John Locke book Some Thoughts Concerning Education
Sec. 73
Some Thoughts Concerning Education (1693)
Context: None of the things they learn, should ever be made a burthen to them, or impos's on them as a task. Whatever is so proposed, presently becomes irksome; the mind takes an aversion to it, though before it were a thing of delight or indifferency. Let a child but be ordered to whip his top at a certain time every day, whether he has or has not a mind to it; let this be but requir'd of him as a duty, wherein he must spend so many hours morning and afternoon, and see whether he will not soon be weary of any play at this rate. Is it not so with grown men?
“I learned have, not to despise,
What ever thing seemes small in common eyes.”
Edmund Spenser (1552–1599) English poet
Visions of the Worlds Vanitie (1591), line 69
“It is life, I think, to watch the water. A man can learn so many things.”
Nicholas Sparks book The Notebook
Source: The Notebook
Don Marquis (1878–1937) American writer
The Almost Perfect State (1921)
Context: Infancy is not what it is cracked up to be.

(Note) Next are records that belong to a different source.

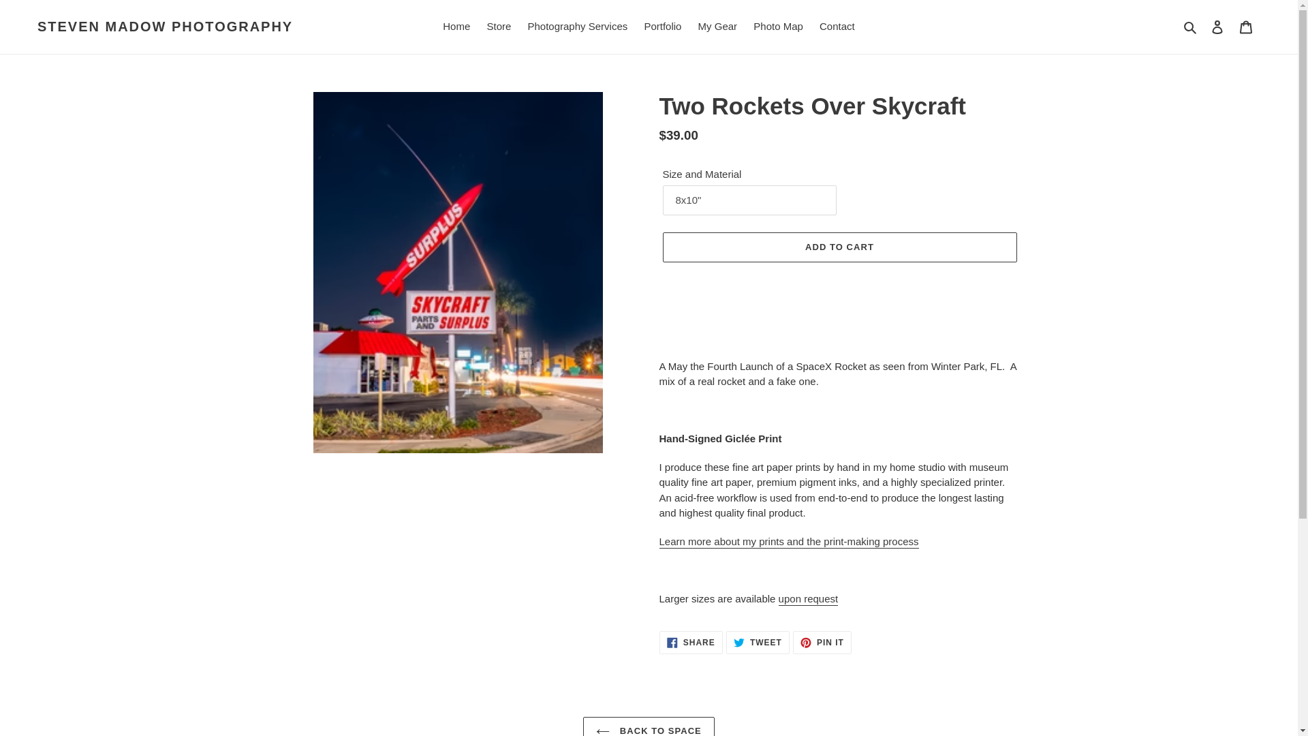 The width and height of the screenshot is (1308, 736). I want to click on Cart, so click(1246, 27).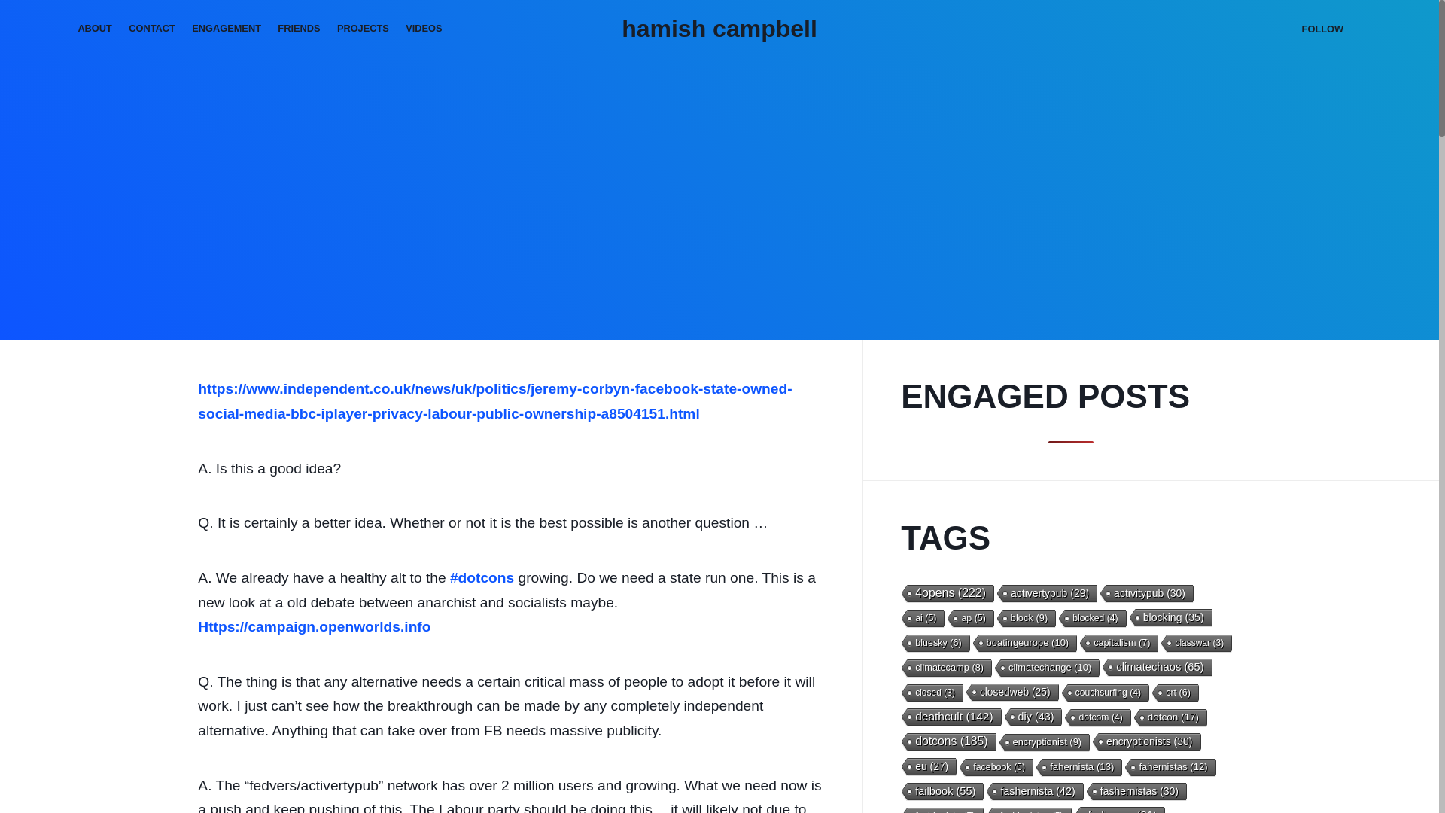 The width and height of the screenshot is (1445, 813). I want to click on hamish campbell, so click(720, 29).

The child seems happy all the time to the adult, because the adult knows that the child is untouched by the real problems of life; if the adult were similarly untouched he is sure that he would be happy. But children, not knowing that they are having an easy time, have a good many hard times. Growing and learning and obeying the rules of their elders, or fighting against them, are not easy things to do.